In order to demonstrate that the French Republic was a more suitable ally for the United States than the recently overthrown Bourbon monarchy, the Provisional Executive Council provided Genet with extracts from various diplomatic documents purporting to show that the government of Louis XVI had consistently acted contrary to vital American interests (Turner, CFM, 202–3). Genet made some of these extracts available to TJ on 2 July 1793, evidently to further his efforts to obtain American acquiescence in French plans to liberate Canada and Louisiana (Notes of a Cabinet Meeting and on Conversations with Edmond Charles Genet, 5 July 1793). The Letter from Vergennes and the Memoir by him, which were designed to secure for Spain complete control of the Mississippi south of the Ohio and thus to deny the American claim to a right to navigate that vital waterway, were actually written by Joseph Matthias Gérard de Rayneval, undersecretary to the Comte de Vergennes, then French minister of foreign affairs (Richard B. Morris and Ene Sirvet, eds., John Jay, The Winning of the Peace: Unpublished Papers, 1780–1784 [New York, 1980], 329–33).
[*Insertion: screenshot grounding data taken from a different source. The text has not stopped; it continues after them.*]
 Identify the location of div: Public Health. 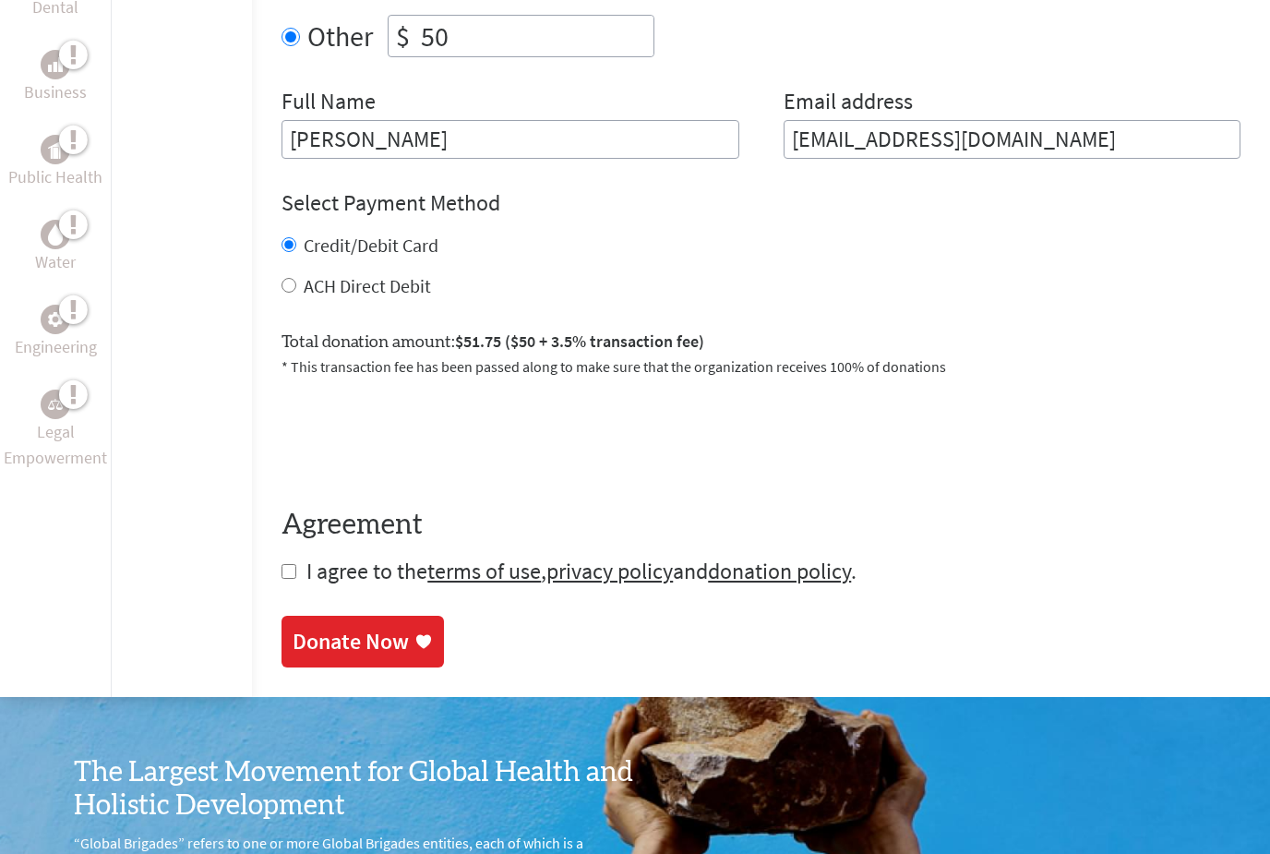
(55, 150).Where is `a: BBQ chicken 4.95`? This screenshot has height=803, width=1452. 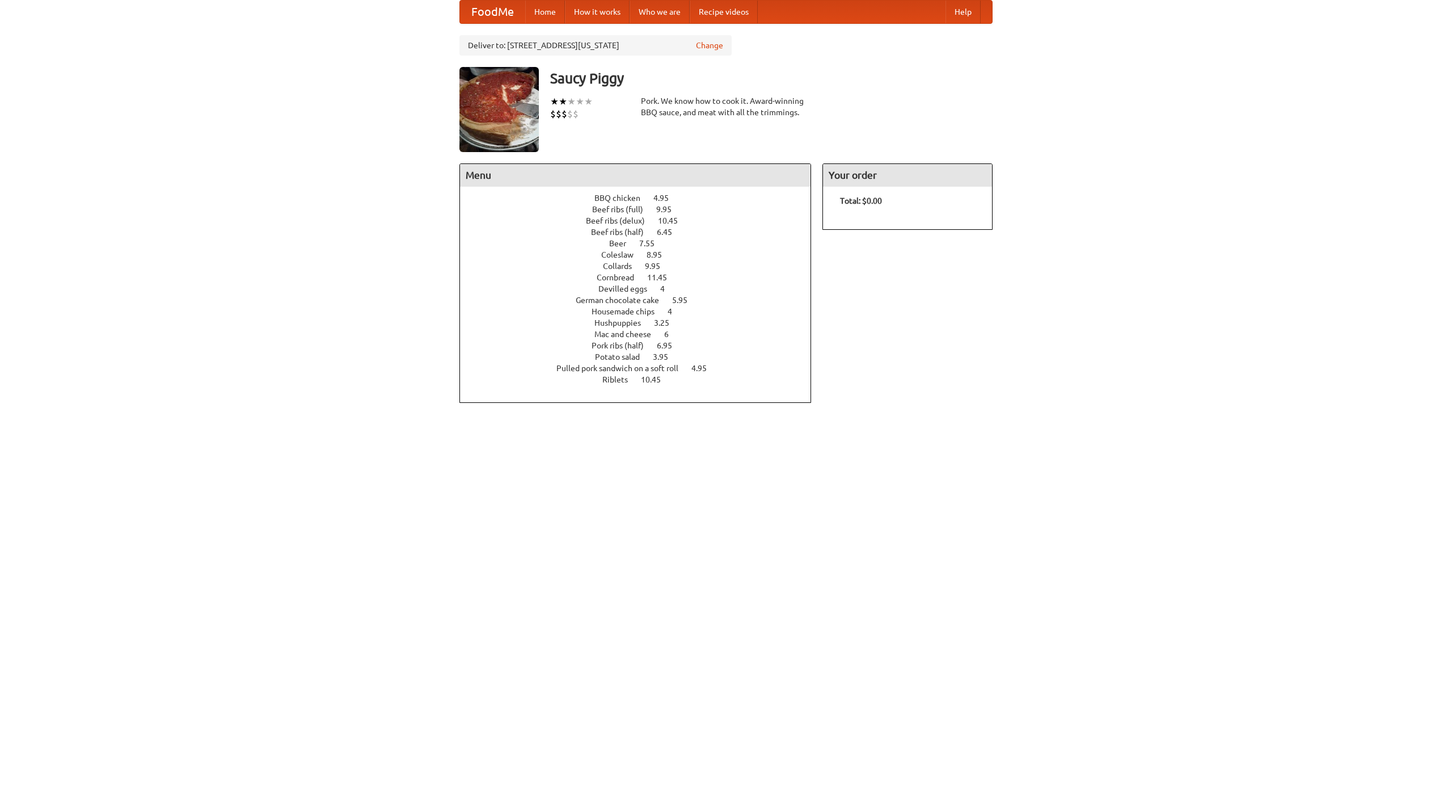 a: BBQ chicken 4.95 is located at coordinates (642, 198).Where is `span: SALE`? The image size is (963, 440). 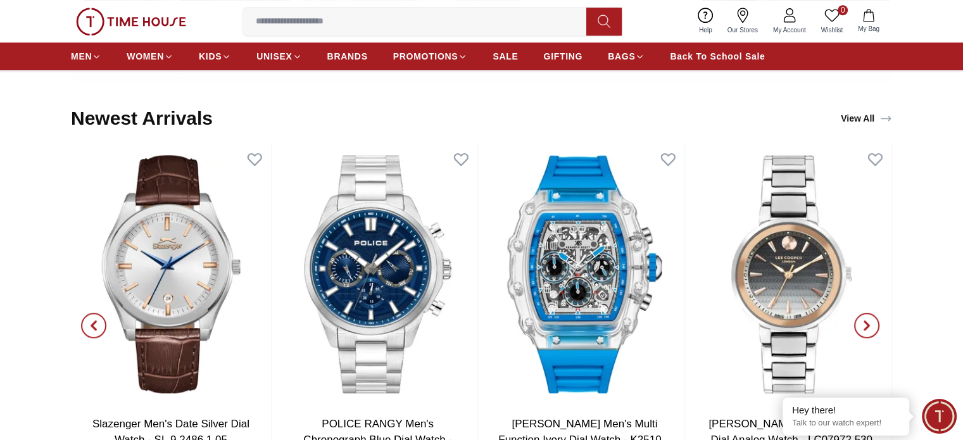 span: SALE is located at coordinates (505, 56).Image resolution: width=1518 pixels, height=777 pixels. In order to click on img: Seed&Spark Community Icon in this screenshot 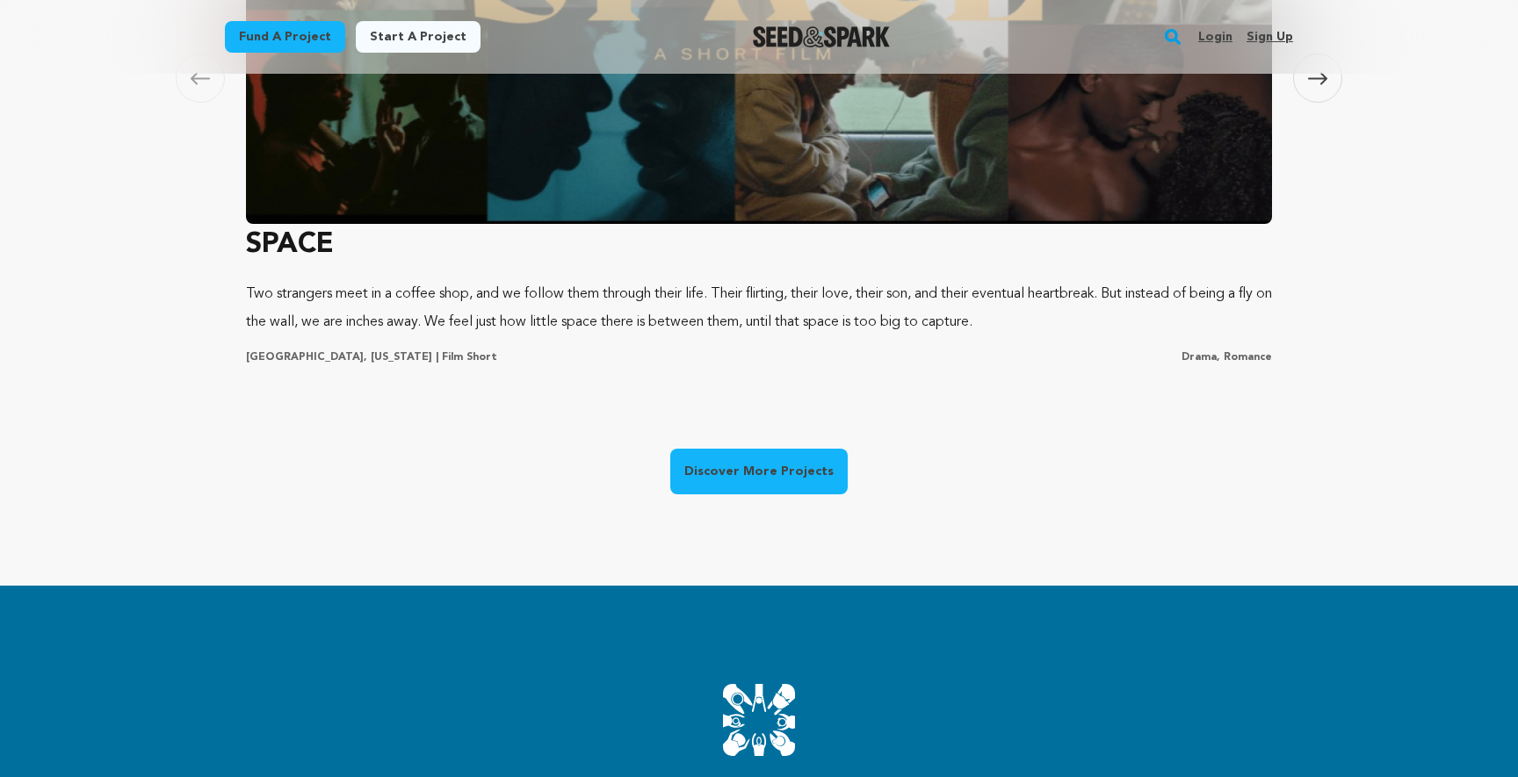, I will do `click(759, 720)`.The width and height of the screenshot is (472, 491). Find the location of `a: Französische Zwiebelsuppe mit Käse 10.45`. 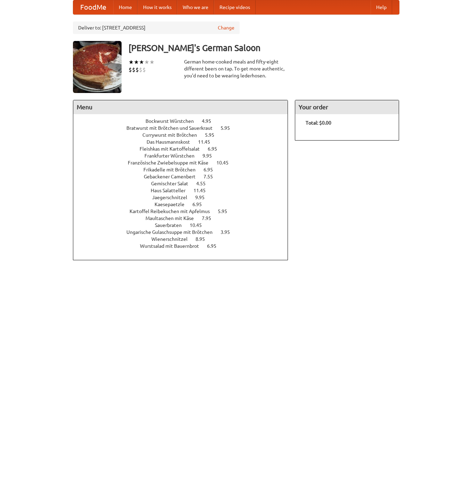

1In the PrC TJ later penciled lengthwise in the margin next to this paragraph “this part not to be copd.,” so as to ensure its omission in the Tr submitted to the Senate.

2In the PrC TJ later interlined in pencil above the first two lines of this paragraph “Extract of lre from M. de Montmorin Ambassador of France at Madrid to M. de Vergennes Minister of Foreign affairs,” which served almost verbatim as the heading for the Tr submitted to the Senate.